But attention was not long in coming round to the charming structure that presently rose before us.The pale yellow front of the chateau,the small scale of which is at first a surprise,rises beyond a considerable court,at the entrance of which a massive and detached round tower,with a turret on its brow (a relic of the building that preceded the actual villa),appears to keep guard.This court is not enclosed or is enclosed,at least,only by the gardens,portions of which are at present in a state of violent reformation.Therefore,though Chenonceaux has no great height,its delicate facade stands up boldly enough.

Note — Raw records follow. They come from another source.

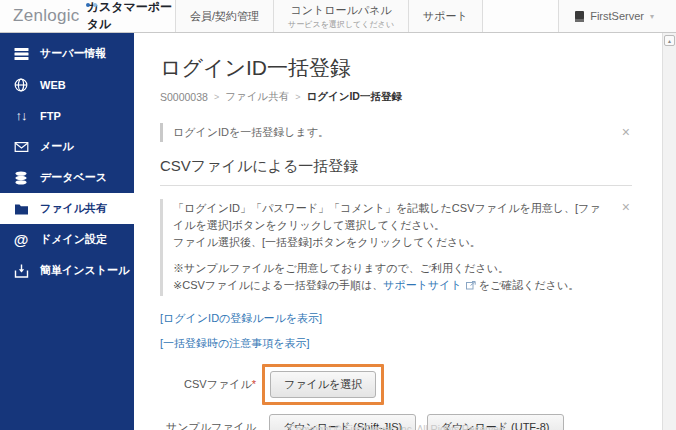  Describe the element at coordinates (390, 286) in the screenshot. I see `instruction-note: ※CSVファイルによる一括登録の手順は、サポートサイトをご確認ください。` at that location.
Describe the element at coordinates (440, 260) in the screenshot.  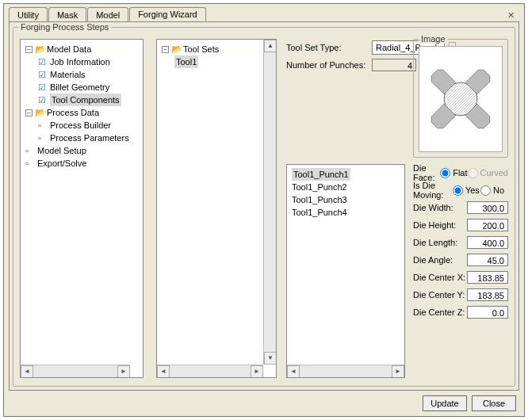
I see `die-angle-label: Die Angle:` at that location.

This facade,one of the most finished things in Touraine,consists of two stories,surmounted by an attic which,as so often in the buildings of the French Renaissance,is the richest part of the house.The highpitched roof contains three windows of beautiful design,covered with embroidered caps and flowering into crocketed spires.The window above the door is deeply niched;it opens upon a balcony made in the form of a double pulpit,one of the most charming features of the front.Chenonceaux is not large,as I say,but into its delicate compass is packed a great deal of history,history which differs from that of Amboise and Blois in being of the private and sentimental kind.The echoes of the place,faint and far as they are today,are not political,but personal.

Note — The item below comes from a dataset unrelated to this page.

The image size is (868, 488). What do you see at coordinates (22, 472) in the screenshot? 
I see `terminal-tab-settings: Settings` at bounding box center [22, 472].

Chenonceaux dates,as a residence,from the year 1515,when the shrewd Thomas Bohier,a public functionary who had grown rich in handling the finances of Normandy,and had acquired the estate from a family which,after giving it many feudal lords,had fallen into poverty,erected the present structure on the foundations of an old mill.The design is attributed,with I know not what justice,to Pierre Nepveu,aliasTrinqueau,the audacious architect of Chambord.On the death of Bohier the house passed to his son,who,however,was forced,under cruel pressure,to surrender it to the crown,in compensation for a socalled deficit in the accounts of the late superintendent of the treasury.Francis I.held the place till his death;but Henry II.,on ascending the throne,presented it out of hand to that mature charmer,the admired of two generations,Diana of Poitiers.Diana enjoyed it till the death of her protector;but when this event occurred,the widow of the monarch,who had been obliged to submit in silence,for years,to the ascendency of a rival,took the most pardonable of all the revenges with which the name of Catherine de'Medici is associated,and turned her outofdoors.Diana was not in want of refuges,and Catherine went through the form of giving her Chaumont in exchange;but there was only one Chenonceaux.Catherine devoted herself to making the place more completely unique.
The feature that renders it sole of its kind is not appreciated till you wander round to either side of the house.If a certain springing lightness is the characteristic of Chenonceaux,if it bears in every line the aspect of a place of recreation,a place intended for delicate,chosen pleasures,nothing can confirm this expression better than the strange,unexpected movement with which,from behind,it carries itself across the river.The earlier building stands in the water;it had inherited the foundations of the mill destroyed by Thomas Bohier.The first step,therefore,had been taken upon solid piles of masonry;and the ingenious Catherine she was a raffinee simply proceeded to take the others.She continued the piles to the opposite bank of the Cher,and over them she threw a long,straight gallery of two stories.This part of the chateau,which looks simply like a house built upon a bridge and occupying its entire length,is of course the great curiosity of Chenonceaux.It forms on each floor a charming corridor,which,within,is illuminated from either side by the flickering riverlight.The architecture of these galleries,seen from without,is less elegant than that of the main building,but the aspect of the whole thing is delightful.I have spoken of Chenonceaux as a "villa,"using the word advisedly,for the place is neither a castle nor a palace.
It is a very exceptional villa,but it has the villaquality,the look of being intended for life in common.This look is not at all contradicted by the wing across the Cher,which only suggests intimate pleasures,as the French say,walks in pairs,on rainy days;games and dances on autumn nights;together with as much as may be of moonlighted dialogue (or silence)in the course,of evenings more genial still,in the wellmarked recesses of windows.
It is safe to say that such things took place there in the last century,during the kindly reign of Monsieur and Madame Dupin.This period presents itself as the happiest in the annals of Chenonceaux.I know not what festive train the great Diana may have led,and my imagination,I am afraid,is only feebly kindled by the records of the luxurious pastimes organized on the banks of the Cher by the terrible daughter of the Medici,whose appreciation of the good things of life was perfectly consistent with a failure to perceive why others should live to enjoy,them.The best society that ever assembled there was collected at Chenonceaux during the middle of the eighteenth century.